There is a saying that it is better to be lucky than good, but is this true for entrepreneurs? I am interested in a related question: why do some entrepreneurs have only one big success and many failures while others succeed again and again?

Over my career I have worked for and admired various entrepreneurs. Some have enjoyed a significant success but have never really been able to repeat it, while others have demonstrated an apparent “magic touch”: if they were made penniless tomorrow they would amass another million within a year.

In some ways, of course, there is no substitute for luck, whether in business or any other walk of life. But business schools sometimes seem strangely reluctant to recognise luck for what it is. There is nothing wrong with celebrating luck, but when it is mistaken for something else – or, worse still, when it is presented as something else – the message can be a damaging one.

I like to use the analogy of a lottery player who scoops a multi-million-pound jackpot and then writes a book about how he came up with the winning numbers. We might think of him as spectacularly clever, a tremendous success, but the fact of the matter is that lottery wins are down to chance – pure and simple – and involve no element of talent whatsoever.

The harsh truth is that there are similar cases in the business world. There is an unhealthy tendency to idolise “rock star” chief executives and worship their success, ignoring the macro picture and not accepting that quite often they were merely in the right place at the right time.

It is by being in the right place at the right time that some entrepreneurs get lucky once. Naturally, it could be argued that you have to be in the game to get lucky in the first place; but it could also be argued that over the long term you make your own luck.

This brings us to those entrepreneurs who create wealth time and time again, often in different industries? If we acknowledge that anyone in the game can be lucky once then there must be something else that explains the track records of these serial achievers. What is their secret – and is it really a secret at all?

It is obvious that an entrepreneur with a big and visible success story to his or her credit will find it easier to attract capital, both financial and human, second time around. But this is the case for the one-hit wonders as well, so that cannot be the answer.

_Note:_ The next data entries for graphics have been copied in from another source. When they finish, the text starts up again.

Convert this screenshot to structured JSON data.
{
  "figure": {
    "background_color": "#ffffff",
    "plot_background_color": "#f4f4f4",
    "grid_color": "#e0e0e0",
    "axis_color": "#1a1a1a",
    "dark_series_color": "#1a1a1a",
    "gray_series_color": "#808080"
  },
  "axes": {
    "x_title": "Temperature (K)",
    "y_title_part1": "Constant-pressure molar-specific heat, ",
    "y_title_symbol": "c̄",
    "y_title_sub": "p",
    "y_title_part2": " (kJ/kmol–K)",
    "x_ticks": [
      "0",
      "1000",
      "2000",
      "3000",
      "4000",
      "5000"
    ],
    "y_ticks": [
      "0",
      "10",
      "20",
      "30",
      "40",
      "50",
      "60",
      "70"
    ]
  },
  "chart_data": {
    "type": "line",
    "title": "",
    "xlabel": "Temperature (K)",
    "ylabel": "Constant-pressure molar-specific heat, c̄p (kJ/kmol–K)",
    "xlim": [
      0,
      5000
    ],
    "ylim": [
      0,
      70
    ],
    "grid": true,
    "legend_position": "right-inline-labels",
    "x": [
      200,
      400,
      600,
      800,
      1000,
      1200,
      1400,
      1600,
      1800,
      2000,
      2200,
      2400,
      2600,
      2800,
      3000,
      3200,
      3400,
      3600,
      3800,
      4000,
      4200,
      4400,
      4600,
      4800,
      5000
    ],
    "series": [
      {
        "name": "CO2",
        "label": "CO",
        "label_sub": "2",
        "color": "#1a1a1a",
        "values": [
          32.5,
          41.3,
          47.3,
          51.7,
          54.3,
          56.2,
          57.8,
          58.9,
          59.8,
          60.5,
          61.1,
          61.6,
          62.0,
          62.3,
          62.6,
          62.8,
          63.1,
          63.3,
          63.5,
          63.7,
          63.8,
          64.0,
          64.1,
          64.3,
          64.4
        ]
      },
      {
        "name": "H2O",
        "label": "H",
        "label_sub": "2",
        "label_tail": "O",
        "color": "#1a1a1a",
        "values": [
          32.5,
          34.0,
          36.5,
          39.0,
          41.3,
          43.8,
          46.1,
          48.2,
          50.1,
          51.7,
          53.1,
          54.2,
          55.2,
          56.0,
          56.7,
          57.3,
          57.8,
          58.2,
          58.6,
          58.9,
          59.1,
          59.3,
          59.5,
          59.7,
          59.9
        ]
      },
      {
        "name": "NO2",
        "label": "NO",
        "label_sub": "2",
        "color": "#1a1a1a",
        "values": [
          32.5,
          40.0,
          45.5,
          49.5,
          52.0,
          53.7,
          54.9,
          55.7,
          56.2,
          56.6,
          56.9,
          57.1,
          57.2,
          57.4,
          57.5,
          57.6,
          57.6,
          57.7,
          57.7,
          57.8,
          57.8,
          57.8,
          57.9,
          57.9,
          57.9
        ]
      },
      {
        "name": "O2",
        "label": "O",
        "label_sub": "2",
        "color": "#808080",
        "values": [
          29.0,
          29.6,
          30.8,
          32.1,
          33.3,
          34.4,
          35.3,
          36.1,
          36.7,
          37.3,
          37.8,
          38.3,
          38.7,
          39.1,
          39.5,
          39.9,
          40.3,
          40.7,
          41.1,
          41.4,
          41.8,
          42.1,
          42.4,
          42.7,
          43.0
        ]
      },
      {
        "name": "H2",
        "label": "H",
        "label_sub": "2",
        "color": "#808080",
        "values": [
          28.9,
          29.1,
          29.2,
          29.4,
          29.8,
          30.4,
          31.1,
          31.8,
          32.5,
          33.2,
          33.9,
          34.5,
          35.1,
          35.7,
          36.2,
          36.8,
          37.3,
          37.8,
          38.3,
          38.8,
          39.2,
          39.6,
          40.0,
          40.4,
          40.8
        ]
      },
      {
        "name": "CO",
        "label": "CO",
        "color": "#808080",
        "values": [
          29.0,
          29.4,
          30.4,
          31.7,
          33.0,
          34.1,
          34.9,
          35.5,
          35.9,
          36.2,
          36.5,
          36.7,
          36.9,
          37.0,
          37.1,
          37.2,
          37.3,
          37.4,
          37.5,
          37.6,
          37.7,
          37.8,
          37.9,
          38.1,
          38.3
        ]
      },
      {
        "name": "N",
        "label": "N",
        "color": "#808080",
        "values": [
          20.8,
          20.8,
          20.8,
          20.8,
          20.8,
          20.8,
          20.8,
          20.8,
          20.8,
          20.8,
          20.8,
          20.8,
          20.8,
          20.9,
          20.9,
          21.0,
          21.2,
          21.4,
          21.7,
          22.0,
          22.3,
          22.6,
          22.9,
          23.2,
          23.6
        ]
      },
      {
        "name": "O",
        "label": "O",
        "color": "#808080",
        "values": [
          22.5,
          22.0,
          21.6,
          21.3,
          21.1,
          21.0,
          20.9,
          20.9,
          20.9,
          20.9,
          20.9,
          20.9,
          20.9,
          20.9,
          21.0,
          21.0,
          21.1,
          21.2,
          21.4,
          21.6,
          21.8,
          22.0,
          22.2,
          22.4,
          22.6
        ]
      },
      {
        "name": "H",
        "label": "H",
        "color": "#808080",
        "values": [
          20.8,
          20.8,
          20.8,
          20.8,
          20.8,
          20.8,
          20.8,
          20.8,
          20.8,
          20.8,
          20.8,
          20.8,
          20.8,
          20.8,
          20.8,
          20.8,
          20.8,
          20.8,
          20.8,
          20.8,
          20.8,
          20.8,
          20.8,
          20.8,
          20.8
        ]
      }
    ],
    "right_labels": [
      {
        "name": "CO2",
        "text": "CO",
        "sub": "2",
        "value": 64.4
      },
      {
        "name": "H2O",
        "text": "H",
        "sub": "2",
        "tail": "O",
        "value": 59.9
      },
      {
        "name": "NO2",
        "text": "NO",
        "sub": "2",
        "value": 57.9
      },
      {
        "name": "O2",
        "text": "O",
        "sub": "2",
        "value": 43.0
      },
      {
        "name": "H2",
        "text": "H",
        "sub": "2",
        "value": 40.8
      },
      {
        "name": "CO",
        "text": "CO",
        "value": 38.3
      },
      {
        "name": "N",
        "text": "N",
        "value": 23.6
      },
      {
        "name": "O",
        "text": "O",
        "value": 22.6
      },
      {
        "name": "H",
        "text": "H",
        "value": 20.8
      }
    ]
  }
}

What about the grand vision and the great idea? These too are overrated. Vision is wonderful for motivation and for inspiring others, but it changes as a business evolves and learns. Every single day I hear business ideas, many of them interesting, but the ideas themselves are of little value: it is the execution that counts.

And surely that is the answer. Those who succeed again and again do so because of the skills and experience they bring to bear and the processes they apply. Consistent success is built on a particular ability to solve problems, frame prospects, articulate propositions, minimise risk and maximise opportunities.

Bizarrely, it is these skills that are frequently the least recognised and most misunderstood of all. In some quarters they are regarded as akin to “gifts” – something a fortunate few are born with and which, by extension, others can only dream of developing.

This view is not just misguided: it is self-defeating. It might just be conceivable that some entrepreneurs innately possess such abilities, but it does not automatically follow that those who are not blessed with them from birth cannot possibly learn them in later life.

To reiterate: these are skills – and skills can be taught. Research in this field strongly evidences as much. At Nottingham University Business School we have been involved in numerous studies and collaborations that suggest would-be entrepreneurs of all kinds, from students, to flower shop owners, to NHS managers, can be trained to develop the sort of innovative problem-solving skills that lend themselves to serial successes.

“Ah,” a cynic might say, “but sometimes it just boils down to a willingness to take risks. Sometimes it is about putting all your money on red. Surely you cannot teach that.” Maybe not; but you can teach someone to recognise and exploit those occasions when “all on red” represents something better than a 50-50 bet.

As Nassim Nicholas Taleb, the author and risk analyst, has pointed out: “To understand successes, the study of traits in failure needs to be present. Some traits that seem to explain millionaires, like appetite for risk, only appear because one does not study bankruptcies.” In other words, to appreciate the true value of luck we need to look at the bigger picture – the one that extends beyond a select array of good-luck stories and “rock star” chief executives and incorporates the many more bad-luck stories of misjudgments, mishaps and failures.

That is when you see that it is actually much better to be good than lucky. That is when you see that “good” is something that is reliable and repeatable and “lucky”, sure enough, is best suited to the realms of a lottery win. Ultimately, it is a question of “nurture” versus “nature”; and if business schools honestly do not believe in the former then what are they really teaching?

The author is a visiting professor of sustainable wealth creation at Nottingham University Business School.